Hari confesses to having quite a stash of books on terrorism himself (not totally unrelated to the fact, I suppose, that he was researching a novel on the topic, My Revolutions).
On Samima Malik's case he says:
I have no idea whether Malik was giving material support to terrorists, or intending to become a suicide bomber. It certainly seems reasonable that she came to the attention of the authorities. However, we're now in the grip of our own terrorist panic, and rationality seems to be ebbing away. We seem to have accepted the principle that it should be illegal to think, read and write certain things. Incitement to violence is rightly criminalised, but what about imagining violence? It's hard not to link Malik's poems to other trends - the push for ever-widening hate speech laws, the calls for writers like Monica Ali to be "careful" about how they represent the world.
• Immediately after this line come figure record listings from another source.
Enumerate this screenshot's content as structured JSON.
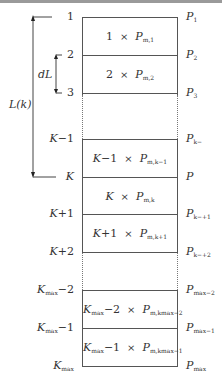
{
  "diagram": {
    "type": "layered column partition",
    "levels_left": [
      "1",
      "2",
      "3",
      "K−1",
      "K",
      "K+1",
      "K+2",
      "Kmax−2",
      "Kmax−1",
      "Kmax"
    ],
    "levels_right": [
      "P1",
      "P2",
      "P3",
      "Pk−1",
      "P",
      "Pk+1",
      "Pk+2",
      "Pmax−2",
      "Pmax−1",
      "Pmax"
    ],
    "cells": [
      {
        "index": "1",
        "var": "P",
        "sub": "m,1"
      },
      {
        "index": "2",
        "var": "P",
        "sub": "m,2"
      },
      {
        "index": "K−1",
        "var": "P",
        "sub": "m,k−1"
      },
      {
        "index": "K",
        "var": "P",
        "sub": "m,k"
      },
      {
        "index": "K+1",
        "var": "P",
        "sub": "m,k+1"
      },
      {
        "index": "Kmax−2",
        "var": "P",
        "sub": "m,kmax−2"
      },
      {
        "index": "Kmax−1",
        "var": "P",
        "sub": "m,kmax−1"
      }
    ],
    "times_symbol": "×",
    "annotations": {
      "dL": "dL",
      "Lk": "L(k)"
    }
  },
  "labels": {
    "l1": "1",
    "l2": "2",
    "l3": "3",
    "lKm1_base": "K",
    "lKm1_suffix": "−1",
    "lK": "K",
    "lKp1_base": "K",
    "lKp1_suffix": "+1",
    "lKp2_base": "K",
    "lKp2_suffix": "+2",
    "lKmax_base": "K",
    "lKmax_sub": "max",
    "lKmaxm2_suffix": "−2",
    "lKmaxm1_suffix": "−1",
    "P": "P",
    "r1_sub": "1",
    "r2_sub": "2",
    "r3_sub": "3",
    "rkm1_sub": "k−",
    "rkp1_sub": "k−+1",
    "rkp2_sub": "k−+2",
    "rmaxm2_sub": "max−2",
    "rmaxm1_sub": "max−1",
    "rmax_sub": "max",
    "times": "×",
    "c1_idx": "1",
    "c1_sub": "m,1",
    "c2_idx": "2",
    "c2_sub": "m,2",
    "ck_idx": "K",
    "ckm1_suffix": "−1",
    "ckm1_sub": "m,k−1",
    "ck_sub": "m,k",
    "ckp1_suffix": "+1",
    "ckp1_sub": "m,k+1",
    "cmaxm2_suffix": "−2",
    "cmaxm2_sub": "m,kmax−2",
    "cmaxm1_suffix": "−1",
    "cmaxm1_sub": "m,kmax−1",
    "dL": "dL",
    "Lk": "L(k)"
  }
}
We are being taught to be circumspect. How long before it's suggested we should shut up altogether?There's a lot happening in Britain that deeply worries me ... and it doesn't have to do with terrorism.
3 comments:
"We seem to have accepted the principle that it should be illegal to think, read and write certain things."
This is true, and disturbing.
Then again I do find that her reading material equally disturbing.
The question is, at what point is it considered dangerous? And what should be done?
i find it disturbing too ... and the fact she was working at the airport!
i don't know the answer to this. it tests the limits, doesn't it?
trouble is the precedents that it sets and the knock-on implications for everyone else
am beginning to understand just how muddy some of these freedom of speech issues are.
Well now you know. Personally, I think "disturbing" is good. If you don't talk about it, it still exists. What's disturbing is that it's being done, not that it's being described. Actions that are disturbing don't stop being disturbing if no one says anything about them.